Aileen Hickie and Matt Cooper with, from left, Zach, Andie, Aimee, Harry and Millie with dog Scout.
Aileen Hickie and Matt Cooper with, from left, Zach, Andie, Aimee, Harry and Millie with dog Scout.

She loves that Andie and Millie have a very strong social conscience around global issues. “Sometimes I have to run away from the conversation – they can become very politicised and trenchant in their opinion.” There’s a sense, she says, in which you get to know your kids on a whole new level during the teen years – like with Aimee, whom she never quite realised was so “driven and focused”, particularly about getting into a traditionally male-associated career area.

“All my children are much more driven than I was. I was in the ha’penny place at their stage around intellectual, social and emotional development.
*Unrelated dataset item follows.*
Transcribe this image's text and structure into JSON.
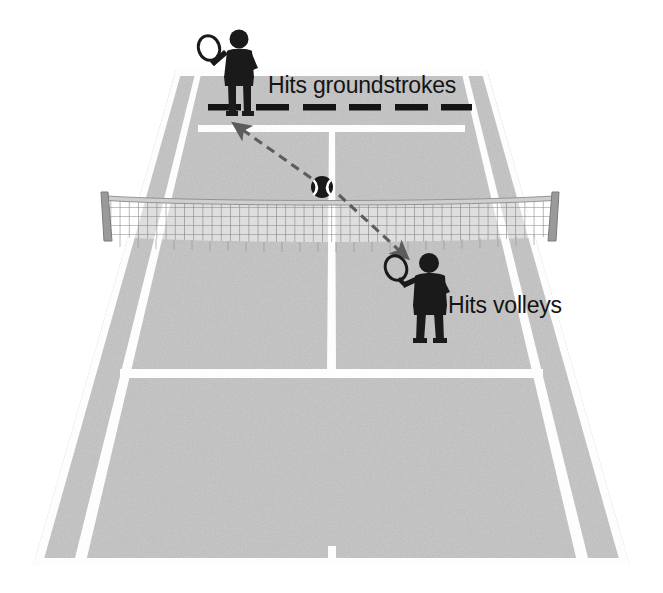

I wouldn’t have been as opinionated, politicised or vocal as they are. And I love that they are.”

She finds teens can energise parents. “You might get a bit jaded about certain subjects. They get so excited that it re-energises you to know more about it. They spur you on. And I like that they take risks in their thinking. I think we become cautious over the years. They were zip-lining recently. I wouldn’t be great for heights, but I thought ‘they’re doing it, so I will’ and I found I loved it.”
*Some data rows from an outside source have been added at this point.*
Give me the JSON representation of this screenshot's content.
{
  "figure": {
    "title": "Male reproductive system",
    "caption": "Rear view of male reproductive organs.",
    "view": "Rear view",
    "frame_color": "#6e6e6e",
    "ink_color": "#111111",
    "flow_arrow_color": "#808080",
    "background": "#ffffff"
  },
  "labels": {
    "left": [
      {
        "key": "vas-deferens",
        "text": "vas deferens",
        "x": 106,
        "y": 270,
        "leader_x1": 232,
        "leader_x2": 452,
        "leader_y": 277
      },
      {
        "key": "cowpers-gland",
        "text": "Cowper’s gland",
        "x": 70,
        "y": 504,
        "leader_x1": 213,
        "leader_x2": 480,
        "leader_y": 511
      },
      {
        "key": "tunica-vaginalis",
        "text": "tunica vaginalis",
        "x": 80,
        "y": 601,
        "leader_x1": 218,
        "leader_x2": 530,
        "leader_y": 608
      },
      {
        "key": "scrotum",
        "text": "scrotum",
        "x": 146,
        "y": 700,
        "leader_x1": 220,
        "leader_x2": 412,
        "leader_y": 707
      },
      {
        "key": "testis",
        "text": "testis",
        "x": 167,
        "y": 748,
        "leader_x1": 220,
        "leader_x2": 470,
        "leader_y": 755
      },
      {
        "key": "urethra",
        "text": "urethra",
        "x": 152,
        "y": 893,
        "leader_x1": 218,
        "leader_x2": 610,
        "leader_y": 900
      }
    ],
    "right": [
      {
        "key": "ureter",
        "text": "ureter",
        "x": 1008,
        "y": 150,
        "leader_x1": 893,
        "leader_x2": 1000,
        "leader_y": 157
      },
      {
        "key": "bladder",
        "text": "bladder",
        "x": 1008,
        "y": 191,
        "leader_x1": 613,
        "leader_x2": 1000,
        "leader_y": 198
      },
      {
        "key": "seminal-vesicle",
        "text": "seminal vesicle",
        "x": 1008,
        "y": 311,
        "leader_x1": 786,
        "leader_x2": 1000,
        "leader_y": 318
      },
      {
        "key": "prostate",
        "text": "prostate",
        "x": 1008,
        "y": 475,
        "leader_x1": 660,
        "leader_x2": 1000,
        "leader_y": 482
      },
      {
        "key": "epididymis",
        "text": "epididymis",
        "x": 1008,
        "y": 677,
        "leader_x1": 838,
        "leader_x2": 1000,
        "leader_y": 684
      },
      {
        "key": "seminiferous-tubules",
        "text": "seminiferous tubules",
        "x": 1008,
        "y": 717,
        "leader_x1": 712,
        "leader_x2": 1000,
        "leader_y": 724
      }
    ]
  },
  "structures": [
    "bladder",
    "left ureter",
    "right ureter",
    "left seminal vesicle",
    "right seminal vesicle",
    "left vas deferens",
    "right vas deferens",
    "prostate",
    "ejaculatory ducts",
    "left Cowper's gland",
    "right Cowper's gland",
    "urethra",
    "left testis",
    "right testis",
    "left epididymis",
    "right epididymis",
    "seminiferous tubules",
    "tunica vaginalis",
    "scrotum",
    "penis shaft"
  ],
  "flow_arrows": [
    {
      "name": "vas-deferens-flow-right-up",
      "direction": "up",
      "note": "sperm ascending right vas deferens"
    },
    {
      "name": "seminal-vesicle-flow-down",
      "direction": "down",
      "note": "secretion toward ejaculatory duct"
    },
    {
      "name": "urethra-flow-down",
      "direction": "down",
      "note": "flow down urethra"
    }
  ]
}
Her son, Zach, 16, she describes as “a brilliant risk-taker”, always wanting to try something new. “We’ve been kayaking a good few times because he likes it. I never saw a kayak before five years ago. Now I really enjoy it. It has opened my eyes to things I’d never have tried or known I could do.”

Putting an adolescent's experience down to hormones is over-simplistic, according to psychologist 

Senior clinical psychologist Dr Yvonne Quinn says it has become part of the social narrative to see adolescence as a really tumultuous time that can be quite fraught for parents. “That doesn’t reflect the totality of the experience,” she says, emphasising that adolescence’s a time of immense change – and to explain it as ‘just hormones’ is over-simplistic.
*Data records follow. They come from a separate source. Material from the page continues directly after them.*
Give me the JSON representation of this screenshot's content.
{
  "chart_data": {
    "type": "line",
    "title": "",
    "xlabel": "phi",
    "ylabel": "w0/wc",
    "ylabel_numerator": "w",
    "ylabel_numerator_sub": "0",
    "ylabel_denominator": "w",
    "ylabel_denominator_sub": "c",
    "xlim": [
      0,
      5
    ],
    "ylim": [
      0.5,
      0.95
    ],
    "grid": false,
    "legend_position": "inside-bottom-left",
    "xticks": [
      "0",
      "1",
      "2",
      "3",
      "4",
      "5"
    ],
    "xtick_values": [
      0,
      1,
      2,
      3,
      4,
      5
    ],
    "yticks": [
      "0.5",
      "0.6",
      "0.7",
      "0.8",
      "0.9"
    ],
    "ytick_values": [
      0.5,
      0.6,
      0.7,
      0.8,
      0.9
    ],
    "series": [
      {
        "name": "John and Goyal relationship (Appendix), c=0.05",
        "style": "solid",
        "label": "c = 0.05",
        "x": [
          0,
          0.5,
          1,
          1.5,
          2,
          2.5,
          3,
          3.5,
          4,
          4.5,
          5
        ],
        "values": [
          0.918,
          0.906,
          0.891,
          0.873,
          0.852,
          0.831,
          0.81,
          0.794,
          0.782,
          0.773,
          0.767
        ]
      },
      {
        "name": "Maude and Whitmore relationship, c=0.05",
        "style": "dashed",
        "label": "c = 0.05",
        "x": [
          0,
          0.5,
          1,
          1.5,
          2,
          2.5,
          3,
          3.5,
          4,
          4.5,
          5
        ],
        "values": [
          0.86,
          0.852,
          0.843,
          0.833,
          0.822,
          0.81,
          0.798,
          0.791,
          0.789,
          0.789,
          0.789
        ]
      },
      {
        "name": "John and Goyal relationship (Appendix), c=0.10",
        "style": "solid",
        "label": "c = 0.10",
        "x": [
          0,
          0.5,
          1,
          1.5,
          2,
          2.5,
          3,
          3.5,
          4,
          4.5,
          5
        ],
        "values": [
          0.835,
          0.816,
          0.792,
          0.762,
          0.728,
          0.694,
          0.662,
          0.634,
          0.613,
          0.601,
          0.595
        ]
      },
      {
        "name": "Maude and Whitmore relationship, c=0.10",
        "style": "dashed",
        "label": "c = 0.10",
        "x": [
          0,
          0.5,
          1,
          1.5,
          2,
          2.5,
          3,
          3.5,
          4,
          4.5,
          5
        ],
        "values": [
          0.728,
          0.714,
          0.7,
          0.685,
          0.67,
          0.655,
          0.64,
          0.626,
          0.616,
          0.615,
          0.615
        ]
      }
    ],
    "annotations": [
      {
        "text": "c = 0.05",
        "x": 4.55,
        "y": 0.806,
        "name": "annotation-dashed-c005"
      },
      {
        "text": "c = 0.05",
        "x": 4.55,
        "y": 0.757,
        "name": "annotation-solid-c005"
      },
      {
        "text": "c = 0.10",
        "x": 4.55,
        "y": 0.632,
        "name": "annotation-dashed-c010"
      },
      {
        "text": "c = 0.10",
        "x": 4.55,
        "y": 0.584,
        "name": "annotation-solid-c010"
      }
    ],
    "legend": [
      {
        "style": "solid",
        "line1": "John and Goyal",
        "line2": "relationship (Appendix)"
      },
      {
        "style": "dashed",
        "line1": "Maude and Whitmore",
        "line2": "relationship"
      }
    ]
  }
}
“Adolescence brings significant changes in physiology, hormones, sexual development – it also brings huge neurological change. Our brains go through a major renovation project during adolescence. The brain undergoes pruning, so we can’t expect it to work as fluently as in adulthood.”

 Dr Yvonne Quinn, Clinical Psychologist. Picture: Moya Nolan
Dr Yvonne Quinn, Clinical Psychologist. Picture: Moya Nolan

Nor is adolescence over by age 18 – the neurological brain changes continue until the mid-20s. “The notion that adolescence ends at 18 is a social construct that sets teens up for failure,” says Dr Quinn, who wants to flag to parents that the work of adolescence is to test boundaries and to explore what’s novel and exciting. “This is happening psychologically. It’s a necessary thing – the young person’s doing what their brain’s set up to do.”

If parents can shift their perspective and understand the teen isn’t trying to be difficult, but behaving in line with their brain development, it would help everyone, says Dr Quinn. “They wouldn’t see their child’s behaviour so personally – instead, they’d have greater compassion and understanding.”

She also bins another myth, which sees adolescents moving from dependence to independence. “The move for young people is away from parents towards a lean on peers, so they’re able to give and receive care from peers.”

Parents should see this as a move from dependence to interdependence because – despite the move towards their peers – adolescents still need their parents to be their guiding light. “So the young person knows they can continue to return to the primary relationship with their parents, to a place where they can feel understood and soothed – because often they won’t feel that in their peer group.”

*Phone Parentline (parentline.ie) on 01 8733 500, Monday-Thursday 10am-9pm, Friday 10am-4pm.